From Invariant Representations to Invariant Data: Provable Robustness to Spurious Correlations via Noisy Counterfactual Matching
This addresses robustness issues for machine learning models in deployment environments, offering a novel approach that is incremental by building on prior counterfactual methods.
The paper tackles the problem of models failing due to spurious correlations by proposing a data-centric method that uses invariant data pairs, specifically noisy counterfactual pairs, to improve robustness. It proves error bounds for linear causal models and shows effectiveness on synthetic and real-world datasets.

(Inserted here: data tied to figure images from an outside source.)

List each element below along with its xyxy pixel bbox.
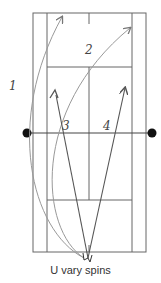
- shot-label-3: 3: [62, 119, 70, 133]
- shot-label-4: 4: [102, 119, 111, 133]
- shot-label-2: 2: [84, 43, 93, 57]
- shot-label-1: 1: [9, 79, 17, 93]
- shot-arc-2: [52, 28, 130, 258]
- shot-arrow-3: [56, 95, 88, 258]
- tennis-court-diagram: 1 2 3 4: [0, 0, 161, 283]
- shot-arrow-4: [88, 88, 125, 258]
- net-post-right: [148, 129, 157, 138]
- shot-arc-1: [30, 17, 84, 258]
- diagram-caption: U vary spins: [0, 264, 161, 276]
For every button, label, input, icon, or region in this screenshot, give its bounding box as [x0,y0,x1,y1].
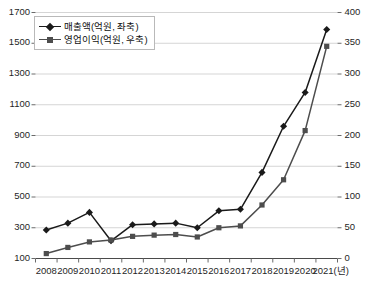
data-point-marker [87,239,92,244]
y-axis-left-tick-label: 1500 [0,37,30,47]
y-axis-right-tick-label: 400 [345,7,371,17]
data-point-marker [173,232,178,237]
y-axis-left-tick-label: 100 [0,253,30,263]
data-point-marker [323,26,330,33]
data-point-marker [302,89,309,96]
x-axis-tick-label: 2021(년) [309,266,353,276]
y-axis-right-tick-label: 300 [345,68,371,78]
data-point-marker [237,206,244,213]
data-point-marker [151,220,158,227]
y-axis-left-tick-label: 300 [0,222,30,232]
y-axis-right-tick-label: 150 [345,160,371,170]
data-point-marker [258,169,265,176]
legend-marker-square-icon [39,34,61,45]
data-point-marker [280,123,287,130]
legend-label-operating-profit: 영업이익(억원, 우축) [64,34,148,45]
data-point-marker [324,44,329,49]
y-axis-right-tick-label: 50 [345,222,371,232]
data-point-marker [259,202,264,207]
y-axis-right-tick-label: 250 [345,99,371,109]
series-line [46,46,326,253]
y-axis-left-tick-label: 700 [0,160,30,170]
data-point-marker [130,234,135,239]
y-axis-left-tick-label: 1700 [0,7,30,17]
data-point-marker [152,233,157,238]
legend-item-revenue: 매출액(억원, 좌축) [39,20,148,33]
data-point-marker [195,234,200,239]
y-axis-right-tick-label: 0 [345,253,371,263]
data-point-marker [172,220,179,227]
y-axis-left-tick-label: 1300 [0,68,30,78]
legend-item-operating-profit: 영업이익(억원, 우축) [39,33,148,46]
data-point-marker [281,177,286,182]
legend-label-revenue: 매출액(억원, 좌축) [64,21,139,32]
y-axis-right-tick-label: 100 [345,191,371,201]
data-point-marker [238,223,243,228]
data-point-marker [65,245,70,250]
y-axis-left-tick-label: 900 [0,130,30,140]
y-axis-left-tick-label: 1100 [0,99,30,109]
data-point-marker [303,128,308,133]
chart-legend: 매출액(억원, 좌축) 영업이익(억원, 우축) [34,16,155,50]
y-axis-right-tick-label: 350 [345,37,371,47]
chart-container: 매출액(억원, 좌축) 영업이익(억원, 우축) 100300500700900… [0,0,371,291]
y-axis-right-tick-label: 200 [345,130,371,140]
data-point-marker [216,225,221,230]
data-point-marker [44,251,49,256]
y-axis-left-tick-label: 500 [0,191,30,201]
data-point-marker [108,237,113,242]
legend-marker-diamond-icon [39,21,61,32]
data-point-marker [64,220,71,227]
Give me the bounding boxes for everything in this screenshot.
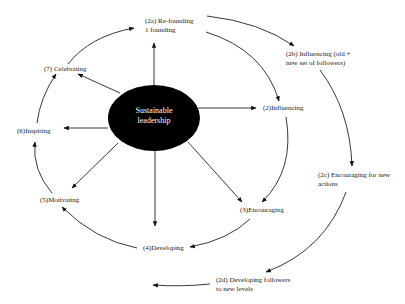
- node-2c: (2c) Encouraging for new actions: [318, 171, 390, 189]
- arrow-to-celebrating: [78, 74, 120, 93]
- node-2b-line1: (2b) Influencing (old +: [286, 50, 350, 59]
- node-4-developing: (4)Developing: [143, 244, 184, 253]
- node-6-inspiring: (6)Inspiring: [17, 127, 50, 136]
- arc-developing-to-motivating: [62, 207, 137, 248]
- sustainable-leadership-diagram: Sustainable leadership (2a) Re-founding …: [0, 0, 405, 304]
- arc-2b-to-2c: [320, 70, 352, 166]
- center-label: Sustainable leadership: [114, 106, 194, 126]
- node-3-encouraging: (3)Encouraging: [240, 206, 284, 215]
- node-2b: (2b) Influencing (old + new set of follo…: [286, 50, 350, 68]
- arc-2d-onward: [153, 284, 210, 286]
- arrow-to-encouraging: [188, 142, 242, 202]
- node-2c-line2: actions: [318, 180, 390, 189]
- node-7-celebrating: (7) Celebrating: [44, 65, 87, 74]
- arc-inspiring-to-celebrating: [37, 74, 56, 123]
- arc-celebrating-to-refounding: [68, 28, 134, 64]
- arc-2c-to-2d: [266, 192, 346, 272]
- center-label-line1: Sustainable: [114, 106, 194, 116]
- arrow-to-motivating: [72, 143, 118, 188]
- node-2a-line1: (2a) Re-founding: [145, 17, 193, 26]
- arc-influencing-to-encouraging: [262, 117, 288, 202]
- node-2b-line2: new set of followers): [286, 59, 350, 68]
- center-label-line2: leadership: [114, 116, 194, 126]
- arc-refounding-to-influencing: [206, 32, 279, 101]
- node-2a-line2: 1 founding: [145, 26, 193, 35]
- node-2d: (2d) Developing followers to new levels: [216, 276, 290, 294]
- node-2a: (2a) Re-founding 1 founding: [145, 17, 193, 35]
- node-2d-line1: (2d) Developing followers: [216, 276, 290, 285]
- node-2d-line2: to new levels: [216, 285, 290, 294]
- node-5-motivating: (5)Motivating: [40, 196, 79, 205]
- diagram-connectors: [0, 0, 405, 304]
- arc-motivating-to-inspiring: [35, 142, 52, 193]
- arc-refounding-to-2b: [207, 16, 294, 46]
- node-2c-line1: (2c) Encouraging for new: [318, 171, 390, 180]
- arc-encouraging-to-developing: [190, 219, 250, 247]
- node-2-influencing: (2)Influencing: [263, 104, 303, 113]
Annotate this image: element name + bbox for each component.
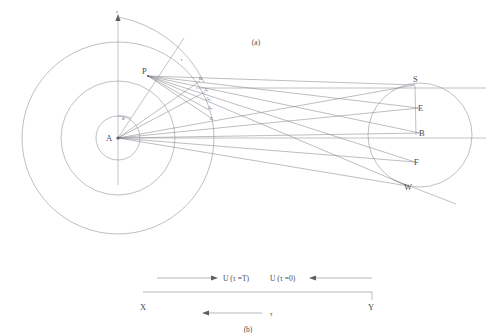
- label-axis-z: z: [116, 9, 118, 14]
- label-scatter-point-3: A₃: [208, 105, 213, 110]
- panel-b-caption: (b): [244, 325, 253, 333]
- chord-S-to-B: [415, 86, 416, 135]
- rays-from-A: [118, 85, 420, 186]
- label-flow-left: U (τ =T): [223, 274, 249, 283]
- label-target-point-W: W: [404, 182, 412, 192]
- point-marker-A: [116, 136, 119, 139]
- oblique-axis: [118, 38, 184, 138]
- label-baseline-X: X: [140, 302, 146, 312]
- panel-a-caption: (a): [252, 38, 261, 47]
- label-target-point-F: F: [414, 157, 419, 167]
- tau-arrow-head: [202, 311, 209, 316]
- panel-b-group: [143, 276, 372, 316]
- panel-a-group: [22, 14, 486, 234]
- label-arc-r: r: [181, 57, 183, 62]
- radius-arc: [118, 17, 204, 82]
- scatter-node-connectors: [118, 76, 211, 138]
- diagram-canvas: (a) (b) A θ z r P D A₁ A₂ A₃ G S E B F W…: [0, 0, 486, 333]
- label-scatter-point-1: A₁: [204, 87, 209, 92]
- label-scatter-point-4: G: [210, 116, 213, 121]
- flow-arrow-right-head: [309, 276, 316, 281]
- label-target-point-B: B: [419, 128, 425, 138]
- label-scatter-point-2: A₂: [206, 96, 211, 101]
- label-scatter-point-0: D: [199, 76, 202, 81]
- label-target-point-S: S: [413, 74, 418, 84]
- label-target-point-E: E: [418, 103, 423, 113]
- label-tau: τ: [270, 310, 273, 318]
- point-marker-P: [147, 75, 149, 77]
- label-point-P: P: [142, 66, 147, 76]
- flow-arrow-left-head: [211, 276, 218, 281]
- label-baseline-Y: Y: [368, 302, 374, 312]
- label-flow-right: U (τ =0): [270, 274, 296, 283]
- label-point-A: A: [106, 133, 113, 143]
- figure-root: (a) (b) A θ z r P D A₁ A₂ A₃ G S E B F W…: [0, 0, 486, 333]
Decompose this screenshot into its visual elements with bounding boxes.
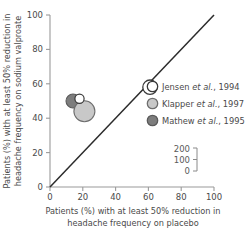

Models that learn spurious correlations from training data often fail when deployed in new environments. While many methods aim to learn invariant representations to address this, they often underperform standard empirical risk minimization (ERM). We propose a data-centric alternative that shifts the focus from learning invariant representations to leveraging invariant data pairs -- pairs of samples that should have the same prediction. We prove that certain counterfactuals naturally satisfy this invariance property. Based on this, we introduce Noisy Counterfactual Matching (NCM), a simple constraint-based method that improves robustness by leveraging even a small number of \emph{noisy} counterfactual pairs -- improving upon prior works that do not explicitly consider noise. For linear causal models, we prove that NCM's test-domain error is bounded by its in-domain error plus a term dependent on the counterfactuals' quality and diversity. Experiments on synthetic data validate our theory, and we demonstrate NCM's effectiveness on real-world datasets.